Turtle Heart
The best and greatest thing about this film, the only thing, is an opening narrative by the great Woody Strode, who was a unique and ground breaking African American actor, who was also 75 per cent Native American. He sets us up with the premise that there are many great stories of the African Americans who moved west, built towns, became cowboys, and whose stories are never told. From this magical and promising beginning we enter a cartoon, clichéd, pointless parody of parody and what could have been a great and serious tale is just another really bad movie. Casting, one note comic actors like Mario Van Peebles as the lead is the first sign that no one here wanted to make a serious film. He is the type of actor that makes one praise the on and off switch on the video player. As many other commentators have noted, this was such a great idea for a film, yet the actors and the director failed, and failed absolutely.
Pigbelly
It's not just that the movie is lame. It's more than that. This movie is just unnecessary. Do we need another Western? How about a western with afro-Americans in the titles roles? Sound stupid, implausible and a lame attempt at modernizing the genre? It is. Incredibly lame and simple minded. It's like that lame Baz Luhrman film "Romeo and Juliet" where he set it in modern times to attract young folks and create some hype with his revamping of a classic tale. Well, Baz Luhrman failed miserably and so does this mess. The story is actually not bad however the whole idea of removing the racism out of a racist genre by casting an all afro-American cast is racist in itself. It's also puerile and simple minded (like Baz Luhrman-man he's a bad director). Hey (I hear you say) this was directed by Mario Van Peebles! He's also IN the film! How can it be racist? It's not. I said the idea of casting all afro-Americans instead of Caucasians was. The film isn't racist, it's just pointless, stupid and very very boring.
merklekranz
This movie has some great character actors, Isaac Hayes, Woody Strode, Pam Grier, Paul Bartel, and unfortunately they are mostly wasted. The development of the main characters is too rushed, and the story races on at a breakneck pace. "Posse' borrowed liberally from the "spaghetti westerns" ( revenge flashbacks as in "For a Few Dollars More", gattling gun as in "A Fistful of Dollars", coming of the railroad as in "Once Upon a Time in the West") The movie tries to accomplish too much too quickly, and makes one wish that the deliberate pace of the "spaghetti westerns" had also been "borrowed". I rate it a 5.0, very average, and a missed opportunity. - MERK
mfrost71w
An awful film; badly written, badly acted, cliched, hackneyed, dross. The premise is such a good one and a chance to educate about black cowboys but the film is truly dire. It is a curious mix of a bad 1950's Randolph Scott B movie and a bad 1970's spaghetti western. The villains are cardboard, the flashbacks laughable, the dialogue excruciating.The deliberate anachronisms (such as 'Victorian' rap singers and modern swear words like "motherf****er"), are irritating to the extreme.A Frankenstein monster that died on the lab table.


→ Task description
Print a faithful copy of the data below, word for word, with the pictures left out.

Figure dataset records:
========
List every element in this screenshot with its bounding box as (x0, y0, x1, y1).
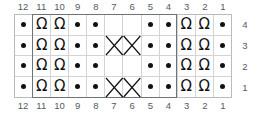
twisted-stitch-omega-icon: Ω (36, 79, 47, 94)
purl-dot-icon (220, 43, 225, 48)
chart-cell (87, 15, 105, 36)
chart-cell: Ω (196, 56, 214, 77)
chart-row: ΩΩΩΩ (15, 36, 231, 57)
purl-dot-icon (148, 63, 153, 68)
chart-cell: Ω (196, 36, 214, 57)
column-number: 5 (141, 0, 159, 13)
column-number: 6 (123, 0, 141, 13)
chart-cell (142, 56, 160, 77)
twisted-stitch-omega-icon: Ω (36, 17, 47, 32)
twisted-stitch-omega-icon: Ω (54, 38, 65, 53)
chart-cell (160, 15, 178, 36)
chart-cell: Ω (51, 77, 69, 98)
purl-dot-icon (148, 84, 153, 89)
twisted-stitch-omega-icon: Ω (199, 38, 210, 53)
column-number: 2 (196, 99, 214, 112)
chart-cell (105, 56, 123, 77)
chart-cell (214, 36, 231, 57)
chart-cell (142, 36, 160, 57)
chart-cell: Ω (178, 56, 196, 77)
knitting-chart: 12 11 10 9 8 7 6 5 4 3 2 1 ΩΩΩΩΩΩΩΩΩΩΩΩΩ… (0, 0, 266, 113)
chart-cell: Ω (178, 77, 196, 98)
purl-dot-icon (21, 63, 26, 68)
column-numbers-bottom: 12 11 10 9 8 7 6 5 4 3 2 1 (14, 99, 232, 112)
column-number: 12 (14, 99, 32, 112)
chart-cell (69, 36, 87, 57)
row-number: 2 (236, 56, 254, 77)
chart-row: ΩΩΩΩ (15, 15, 231, 36)
row-number: 4 (236, 14, 254, 35)
purl-dot-icon (148, 22, 153, 27)
chart-cell (214, 77, 231, 98)
column-number: 12 (14, 0, 32, 13)
column-number: 9 (69, 99, 87, 112)
chart-cell (123, 77, 141, 98)
column-number: 11 (32, 0, 50, 13)
chart-cell (214, 56, 231, 77)
chart-cell (87, 36, 105, 57)
chart-cell (105, 36, 123, 57)
row-number: 3 (236, 35, 254, 56)
chart-row: ΩΩΩΩ (15, 77, 231, 98)
column-number: 3 (178, 0, 196, 13)
purl-dot-icon (75, 43, 80, 48)
chart-grid: ΩΩΩΩΩΩΩΩΩΩΩΩΩΩΩΩ (14, 14, 232, 98)
chart-cell (105, 15, 123, 36)
chart-cell (69, 15, 87, 36)
column-number: 7 (105, 0, 123, 13)
chart-row: ΩΩΩΩ (15, 56, 231, 77)
chart-cell (15, 15, 33, 36)
chart-cell (123, 15, 141, 36)
purl-dot-icon (220, 22, 225, 27)
chart-cell (87, 56, 105, 77)
chart-cell (87, 77, 105, 98)
purl-dot-icon (220, 63, 225, 68)
chart-cell: Ω (196, 77, 214, 98)
purl-dot-icon (220, 84, 225, 89)
twisted-stitch-omega-icon: Ω (199, 58, 210, 73)
chart-cell (214, 15, 231, 36)
purl-dot-icon (93, 43, 98, 48)
column-numbers-top: 12 11 10 9 8 7 6 5 4 3 2 1 (14, 0, 232, 13)
row-numbers: 4 3 2 1 (236, 14, 254, 98)
purl-dot-icon (166, 84, 171, 89)
twisted-stitch-omega-icon: Ω (181, 38, 192, 53)
purl-dot-icon (21, 84, 26, 89)
column-number: 8 (87, 99, 105, 112)
chart-cell: Ω (196, 15, 214, 36)
chart-cell (123, 36, 141, 57)
twisted-stitch-omega-icon: Ω (199, 79, 210, 94)
chart-cell (105, 77, 123, 98)
twisted-stitch-omega-icon: Ω (36, 58, 47, 73)
column-number: 1 (214, 0, 232, 13)
chart-cell (15, 56, 33, 77)
chart-cell (142, 77, 160, 98)
column-number: 4 (159, 99, 177, 112)
twisted-stitch-omega-icon: Ω (181, 58, 192, 73)
chart-cell: Ω (178, 15, 196, 36)
column-number: 1 (214, 99, 232, 112)
chart-cell: Ω (33, 77, 51, 98)
purl-dot-icon (93, 63, 98, 68)
chart-cell: Ω (51, 36, 69, 57)
twisted-stitch-omega-icon: Ω (54, 58, 65, 73)
twisted-stitch-omega-icon: Ω (36, 38, 47, 53)
chart-cell (160, 56, 178, 77)
chart-cell (123, 56, 141, 77)
column-number: 3 (178, 99, 196, 112)
chart-cell (15, 77, 33, 98)
column-number: 4 (159, 0, 177, 13)
column-number: 11 (32, 99, 50, 112)
purl-dot-icon (21, 22, 26, 27)
column-number: 10 (50, 0, 68, 13)
column-number: 2 (196, 0, 214, 13)
purl-dot-icon (93, 84, 98, 89)
chart-cell (15, 36, 33, 57)
twisted-stitch-omega-icon: Ω (181, 79, 192, 94)
purl-dot-icon (75, 84, 80, 89)
purl-dot-icon (75, 63, 80, 68)
row-number: 1 (236, 77, 254, 98)
purl-dot-icon (93, 22, 98, 27)
purl-dot-icon (166, 22, 171, 27)
chart-cell (69, 77, 87, 98)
========
→ Task response
List every element in this screenshot with its bounding box as (x0, y0, x1, y1).
twisted-stitch-omega-icon: Ω (36, 79, 47, 94)
purl-dot-icon (220, 43, 225, 48)
chart-cell (87, 15, 105, 36)
chart-cell: Ω (196, 56, 214, 77)
chart-row: ΩΩΩΩ (15, 36, 231, 57)
purl-dot-icon (148, 63, 153, 68)
chart-cell: Ω (196, 36, 214, 57)
column-number: 5 (141, 0, 159, 13)
column-number: 6 (123, 0, 141, 13)
chart-cell (142, 56, 160, 77)
twisted-stitch-omega-icon: Ω (36, 17, 47, 32)
twisted-stitch-omega-icon: Ω (54, 38, 65, 53)
chart-cell (160, 15, 178, 36)
chart-cell: Ω (51, 77, 69, 98)
purl-dot-icon (148, 84, 153, 89)
twisted-stitch-omega-icon: Ω (199, 38, 210, 53)
column-number: 2 (196, 99, 214, 112)
chart-cell (105, 56, 123, 77)
chart-cell (214, 36, 231, 57)
chart-cell (142, 36, 160, 57)
chart-cell: Ω (178, 56, 196, 77)
knitting-chart: 12 11 10 9 8 7 6 5 4 3 2 1 ΩΩΩΩΩΩΩΩΩΩΩΩΩ… (0, 0, 266, 113)
chart-cell: Ω (178, 77, 196, 98)
purl-dot-icon (21, 63, 26, 68)
column-numbers-bottom: 12 11 10 9 8 7 6 5 4 3 2 1 (14, 99, 232, 112)
column-number: 12 (14, 99, 32, 112)
chart-cell (69, 36, 87, 57)
row-number: 2 (236, 56, 254, 77)
chart-row: ΩΩΩΩ (15, 15, 231, 36)
row-number: 4 (236, 14, 254, 35)
purl-dot-icon (148, 22, 153, 27)
chart-cell (214, 77, 231, 98)
column-number: 12 (14, 0, 32, 13)
column-number: 9 (69, 99, 87, 112)
chart-cell (123, 77, 141, 98)
column-number: 11 (32, 0, 50, 13)
chart-cell (214, 56, 231, 77)
chart-cell (87, 36, 105, 57)
chart-cell (105, 36, 123, 57)
row-number: 3 (236, 35, 254, 56)
chart-row: ΩΩΩΩ (15, 77, 231, 98)
column-number: 3 (178, 0, 196, 13)
purl-dot-icon (75, 43, 80, 48)
chart-grid: ΩΩΩΩΩΩΩΩΩΩΩΩΩΩΩΩ (14, 14, 232, 98)
chart-cell (105, 15, 123, 36)
chart-cell (69, 15, 87, 36)
column-number: 7 (105, 0, 123, 13)
chart-row: ΩΩΩΩ (15, 56, 231, 77)
chart-cell (15, 15, 33, 36)
chart-cell (123, 15, 141, 36)
purl-dot-icon (220, 22, 225, 27)
chart-cell (87, 56, 105, 77)
chart-cell (87, 77, 105, 98)
purl-dot-icon (220, 63, 225, 68)
chart-cell: Ω (196, 77, 214, 98)
purl-dot-icon (220, 84, 225, 89)
twisted-stitch-omega-icon: Ω (199, 58, 210, 73)
chart-cell (214, 15, 231, 36)
purl-dot-icon (93, 43, 98, 48)
column-numbers-top: 12 11 10 9 8 7 6 5 4 3 2 1 (14, 0, 232, 13)
row-numbers: 4 3 2 1 (236, 14, 254, 98)
purl-dot-icon (166, 84, 171, 89)
twisted-stitch-omega-icon: Ω (181, 38, 192, 53)
purl-dot-icon (21, 84, 26, 89)
column-number: 8 (87, 99, 105, 112)
chart-cell: Ω (196, 15, 214, 36)
chart-cell (123, 36, 141, 57)
twisted-stitch-omega-icon: Ω (199, 79, 210, 94)
chart-cell (105, 77, 123, 98)
twisted-stitch-omega-icon: Ω (36, 58, 47, 73)
column-number: 1 (214, 0, 232, 13)
chart-cell (15, 56, 33, 77)
chart-cell (142, 77, 160, 98)
column-number: 4 (159, 99, 177, 112)
twisted-stitch-omega-icon: Ω (181, 58, 192, 73)
chart-cell: Ω (178, 15, 196, 36)
column-number: 1 (214, 99, 232, 112)
chart-cell: Ω (33, 77, 51, 98)
purl-dot-icon (93, 63, 98, 68)
chart-cell: Ω (51, 36, 69, 57)
twisted-stitch-omega-icon: Ω (54, 58, 65, 73)
twisted-stitch-omega-icon: Ω (36, 38, 47, 53)
chart-cell (160, 56, 178, 77)
chart-cell (123, 56, 141, 77)
column-number: 3 (178, 99, 196, 112)
chart-cell (15, 77, 33, 98)
column-number: 4 (159, 0, 177, 13)
column-number: 11 (32, 99, 50, 112)
purl-dot-icon (21, 22, 26, 27)
column-number: 10 (50, 0, 68, 13)
column-number: 2 (196, 0, 214, 13)
purl-dot-icon (93, 84, 98, 89)
chart-cell (15, 36, 33, 57)
twisted-stitch-omega-icon: Ω (181, 79, 192, 94)
purl-dot-icon (75, 84, 80, 89)
purl-dot-icon (75, 63, 80, 68)
row-number: 1 (236, 77, 254, 98)
purl-dot-icon (93, 22, 98, 27)
purl-dot-icon (166, 22, 171, 27)
chart-cell (69, 77, 87, 98)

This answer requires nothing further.